Suppose, for example, your webapp backend has to do some very expensive ML GPU processing for 1% of your incoming traffic. If you deploy your backend as a monolith, every single one of your backend nodes has to be an expensive GPU node, and as your normal traffic increases, you have to scale using GPU nodes regardless of whether you actually need more GPU compute power for your ML traffic.

If you instead deploy the ML logic as a separate service, it can be hosted on GPU nodes, while the rest of your logic is hosted on much cheaper regular compute nodes, and both can be scaled separately.

Availability is another good example. Suppose you have some API endpoints that are both far more compute intensive than the rest of your app, but also less essential. If you deploy these as a separate service, a traffic surge to the expensive endpoints will slow them down due to resource starvation (at least until autoscaling catches up), but the rest of your app will be unaffected.

2 comments

So sure, maybe make the ML model a separate service, but you don't really have the same driver for other services; state-less server processes tend to need the same type of resources only in different amounts, and you don't really gain anything by splitting your work load based on the words used in your domain description.

Real-world monoliths often do have some supporting services or partner services that they interact with. That doesn't mean you need a "micro-service architecture" in order to scale your workload.

Well, no. You can deploy the same monolith to two different clusters with different resource configurations.

In fact, this is what you usually do with "worker" nodes that do background jobs.

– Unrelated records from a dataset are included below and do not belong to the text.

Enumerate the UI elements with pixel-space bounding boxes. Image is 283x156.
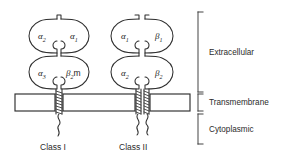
bracket-cytoplasmic — [198, 114, 203, 144]
class-i-interdomain-linker — [57, 53, 61, 56]
class-ii-cytoplasmic-tail-alpha — [137, 114, 139, 135]
caption-class-i: Class I — [40, 142, 66, 152]
class-i-transmembrane-helix — [56, 89, 62, 114]
bracket-transmembrane — [198, 94, 203, 111]
mhc-structure-figure: α2 α1 α3 β2m α1 β1 α2 β2 Extracellular T… — [0, 0, 283, 156]
class-ii-cytoplasmic-tail-beta — [146, 114, 148, 135]
class-i-label-alpha2: α2 — [38, 31, 46, 43]
class-ii-label-alpha2: α2 — [121, 68, 129, 80]
class-i-upper-clasp — [57, 15, 61, 19]
membrane-bar-right — [150, 94, 190, 111]
region-label-transmembrane: Transmembrane — [209, 98, 269, 107]
class-ii-label-alpha1: α1 — [121, 31, 129, 43]
caption-class-ii: Class II — [119, 142, 147, 152]
region-label-cytoplasmic: Cytoplasmic — [209, 125, 254, 134]
class-i-lower-left-lobe — [29, 56, 57, 89]
class-ii-label-beta1: β1 — [154, 31, 162, 43]
bracket-extracellular — [198, 12, 203, 92]
class-i-label-alpha3: α3 — [38, 68, 46, 80]
membrane-bar-left — [15, 94, 55, 111]
class-ii-upper-left-clasp — [135, 15, 139, 19]
class-i-cytoplasmic-tail — [58, 114, 60, 136]
class-ii-transmembrane-helix-alpha — [136, 89, 141, 114]
region-label-extracellular: Extracellular — [209, 48, 254, 57]
membrane-bar-center — [63, 94, 135, 111]
class-ii-upper-right-clasp — [145, 15, 149, 19]
class-ii-label-beta2: β2 — [154, 68, 162, 80]
class-i-label-beta2m: β2m — [65, 68, 81, 80]
class-i-label-alpha1: α1 — [70, 31, 78, 43]
class-ii-transmembrane-helix-beta — [144, 89, 149, 114]
class-ii-interdomain-linker — [139, 53, 145, 56]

And you can always have feature flags/environment variables to disable everything you don't need in a given cluster.

I'm not saying you have to use microservices to solve these problems, just that they are potential reasons why you might want to, even with a small team of developers. I would also argue that if you're deploying the same codebase in two different places and having it execute completely different code paths, you're effectively running two separate services. Whether or not you decide to deploy a bunch of dead code (i.e. the parts of your monolith that belong to the "service" running on the other cluster) along with them doesn't change how they logically interact.